Don't Know Much

Who Said It? (5-18-2023)

...that we here highly resolve that these dead shall not have died in vain...

Lincoln is pictured in the center of the platform, hatless with his bodyguard, Ward Lamon, and Governor Andrew Curtin of Pennsylvania. Lincoln’s private secretaries, John Hay and John Nicolay, orator Edward Everett, and Gettysburg attorney and organizer David Wills may be among those near the president. Library of Congress //www.loc.gov/exhibits/gettysburg-address/exhibition-items.html#obj3

Abraham Lincoln, November 19, 1863 -Gettysburg, PA.

With the approach of Memorial Day, I think it is always appropriate to read Lincoln’s Gettysburg Address as the perfect statement of what the holiday means.

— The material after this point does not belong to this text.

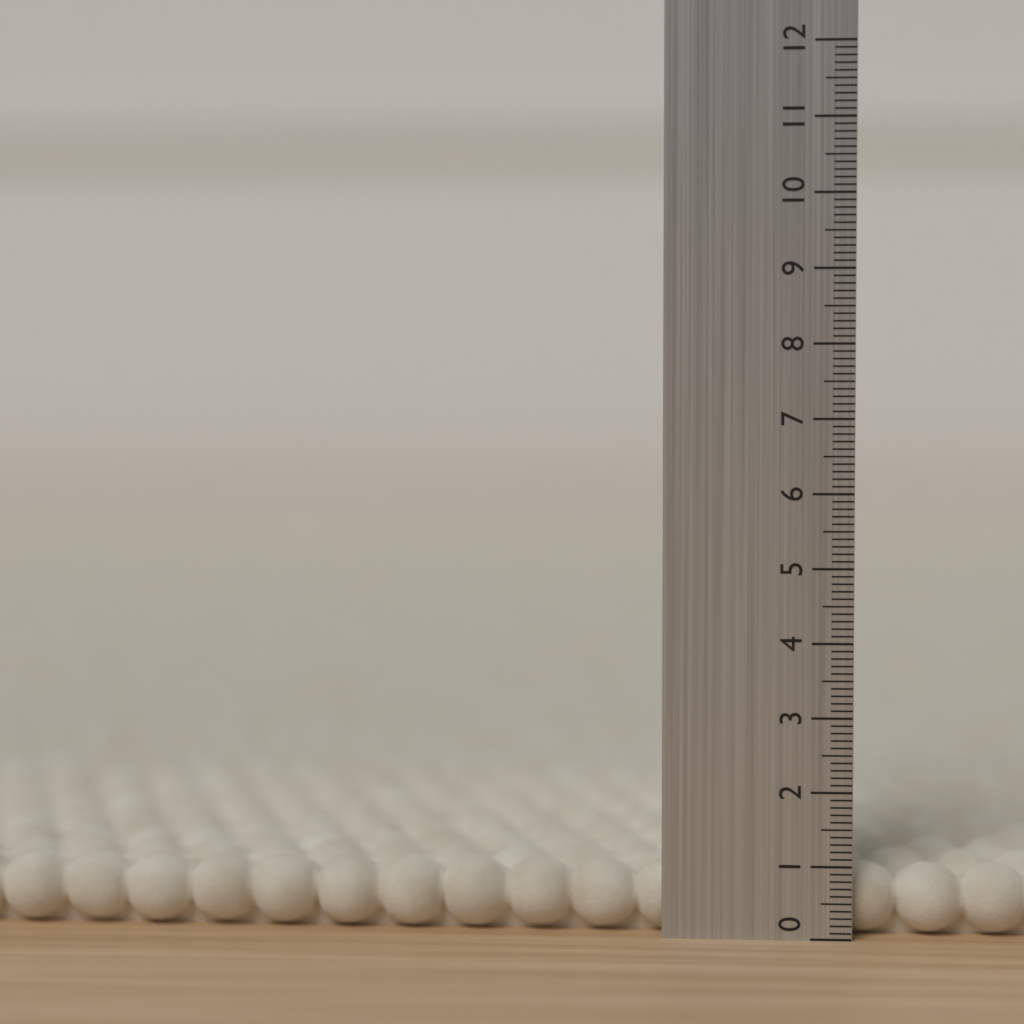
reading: 1.0 (no unit)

This is a link to the Library of Congress online Exhibition about the Gettysburg Address:

This is the complete text of the Address, as recorded by Lincoln, in what is called the “Bliss Copy,” generally accepted as the standard version and the one which is inscribed at the Lincoln Memorial.

Four score and seven years ago our fathers brought forth on this continent a new nation, conceived in Liberty, and dedicated to the proposition that all men are created equal.

Now we are engaged in a great civil war, testing whether that nation, or any nation, so conceived and so dedicated, can long endure. We are met on a great battle-field of that war. We have come to dedicate a portion of that field, as a final resting place for those who here gave their lives that that nation might live. It is altogether fitting and proper that we should do this.

But, in a larger sense, we can not dedicate…we can not consecrate…we can not hallow this ground. The brave men, living and dead, who struggled here, have consecrated it, far above our poor power to add or detract. The world will little note, nor long remember what we say here, but it can never forget what they did here. It is for us the living, rather, to be dedicated here to the unfinished work which they who fought here have thus far so nobly advanced. It is rather for us to be here dedicated to the great task remaining before us—that from these honored dead we take increased devotion to that cause for which they gave the last full measure of devotion—that we here highly resolve that these dead shall not have died in vain—that this nation, under God, shall have a new birth of freedom—and that government: of the people, by the people, for the people, shall not perish from the earth.